The Metamorphosis, by Franz Kafka (translated by Ian Johnston), published 1915 (translated 2003), fiction. Picked this up on a whim. I’d heard of the premise, but beyond that I knew nothing. It’s short and weird and I liked it.

Lent: A Novel of Many Returns, by Jo Walton, published 2019, fantasy. Oh, I really liked this, especially in the second half when Things Start Happening. Over the past year or so I’ve realized I really, really love reading about 1400s/1500s Florence, and this delivered. Also enjoyed the religious aspects (the theology, the Catholicism, the prophecies, the demons) and the historical figures (Girolamo Savonarola, Pico della Mirandola, Lorenzo de Medici). I’d be remiss here not to mention that I very much look forward each month to Walton’s reading list posts.

In Search of Lost Time volume 3: The Guermantes Way, by Marcel Proust (translated by C. K. Scott Moncrieff), published 1920, fiction. Another volume, another infatuation. (Though less central than the first two were.) The part with the grandmother — unrelated to the infatuation, to be very clear — was disturbing and tragic and anthropologically fascinating. Until now, by the way, I had (to my knowledge) never before read a novella’s worth of pages dedicated to a single dinner party. Good writing and interesting characters as usual, though this volume turned out to be my least favorite of the three so far.

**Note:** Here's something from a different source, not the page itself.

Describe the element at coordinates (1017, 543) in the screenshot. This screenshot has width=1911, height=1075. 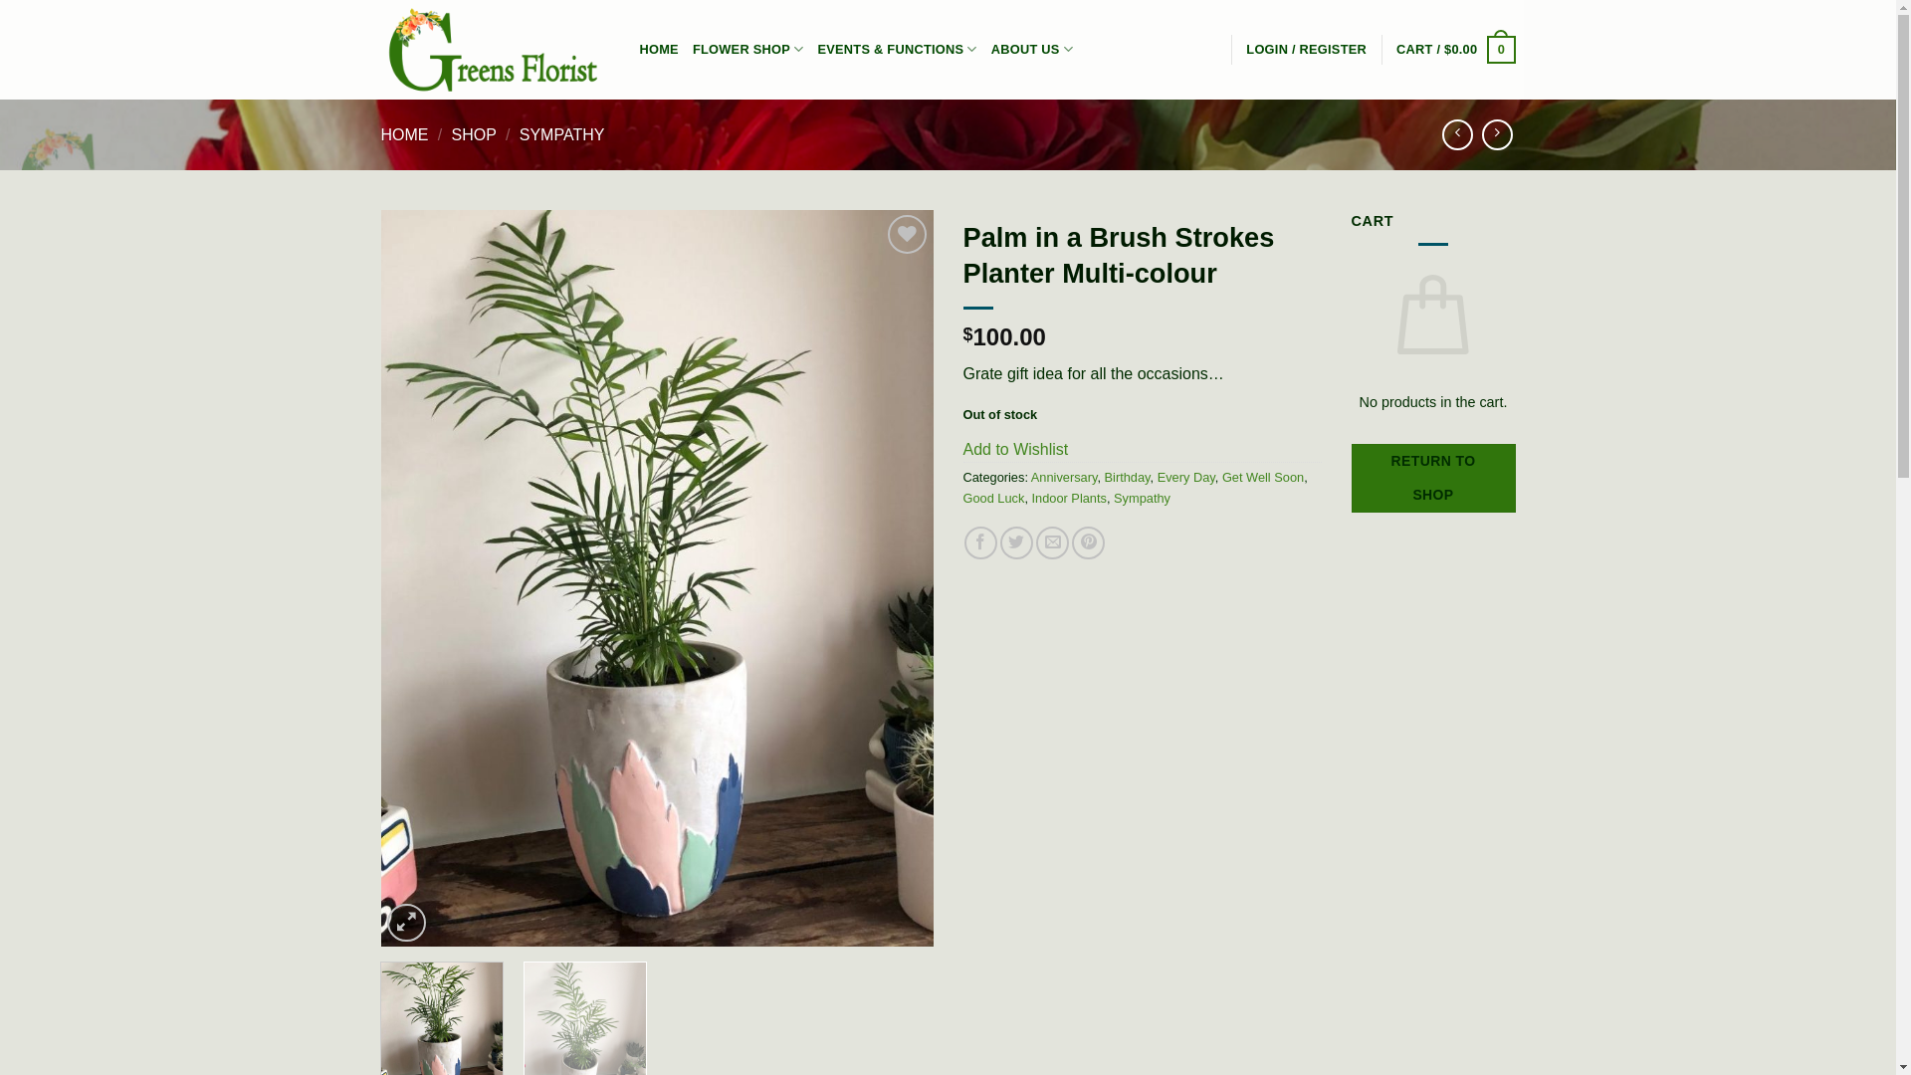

The Acharnians, by Aristophanes, 425 BC, play. (The edition I read left the translator uncredited, sadly.) Medea got me hooked on Greek drama and hungry for more. This one is a commentary on the Peloponnesian War, six years in. Enjoyed the shattering of the fourth wall in the parabasis. And the shade thrown at Euripides, which I hope was lighthearted and not cruel. The writing wasn’t nearly as poetic as Medea was, though.